Assume I have a class implementing two or more COM interfaces (exactly as here):
class CMyClass : public IInterface1, public IInterface2 {
};
QueryInterface() must return the same pointer for each request of the same interface (it needs an explicit upcast for proper pointer adjustment):
if( iid == __uuidof( IUnknown ) ) {
*ppv = static_cast<IInterface1*>( this );
//call Addref(), return S_OK
} else if( iid == __uuidof( IInterface1 ) ) {
*ppv = static_cast<IInterface1*>( this );
//call Addref(), return S_OK
} else if( iid == __uuidof( IInterface2 ) ) {
*ppv = static_cast<IInterface2*>( this );
//call Addref(), return S_OK
} else {
*ppv = 0;
return E_NOINTERFACE;
}
now there’re two IUnknowns in the object – one is the base of IInterface1 and the other is the base of IInterface2. And they are in different subobjects.

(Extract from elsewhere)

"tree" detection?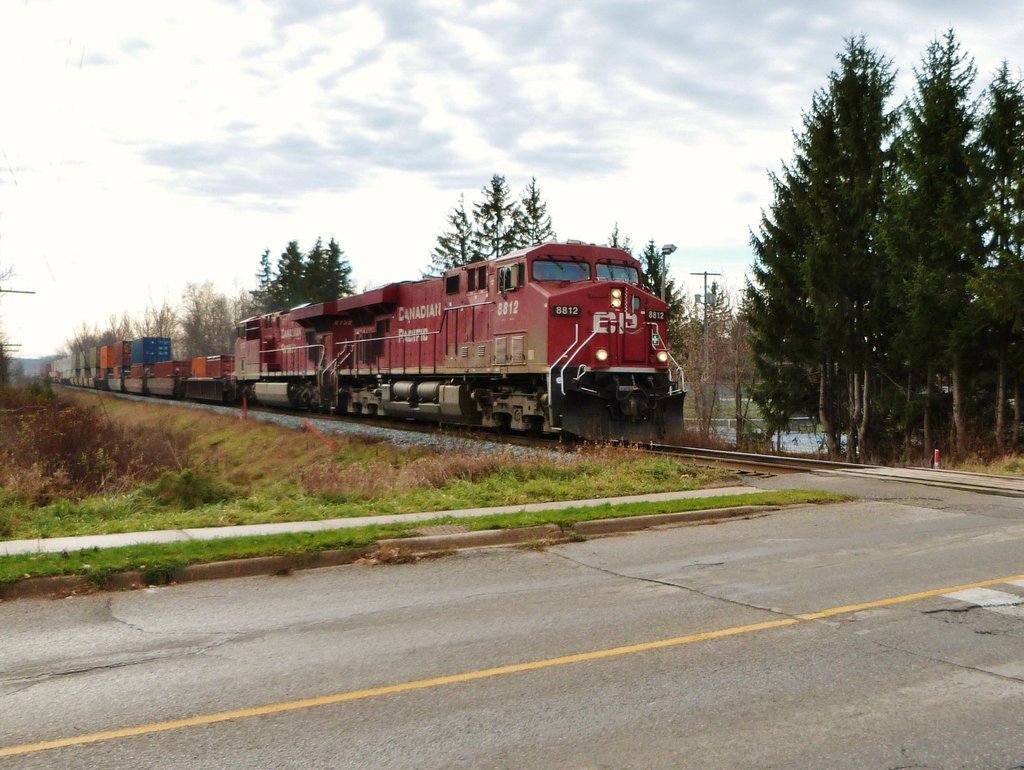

Let’s pretend I called QueryInterface() for IInterface2 – the pointer returned will be different from the pointer returned when I call QueryInterface() for IUnknown. So far so good. Then I can pass the retrieved IInterface2* into any function accepting IUnknown* and thanks to C++ implicit conversion the pointer will be accepted, but it will be not the same pointer that QueryInterface() for IUnknown* would retrieve. In fact if that function calls QueryInterface() for IUnknown immediately upon being called it will retrieve a different pointer.
Is this legal in terms of COM? How do I handle situations when I have a pointer to a multiply-inherited object and I allow an implicit upcast?
COM has no rules regarding interface identity, only of object identity. The first rule of QI says that a QI on IID_Unknown on two interface pointers must return the same pointer if they are implemented by the same object. Your QI implementation does this correctly.
Without a guarantee for interface identity, a COM method cannot assume that it gets the same IUnknown pointer passed that it will retrieve when it calls QI on that pointer. So if object identity needs to be proven then a separate QI is required.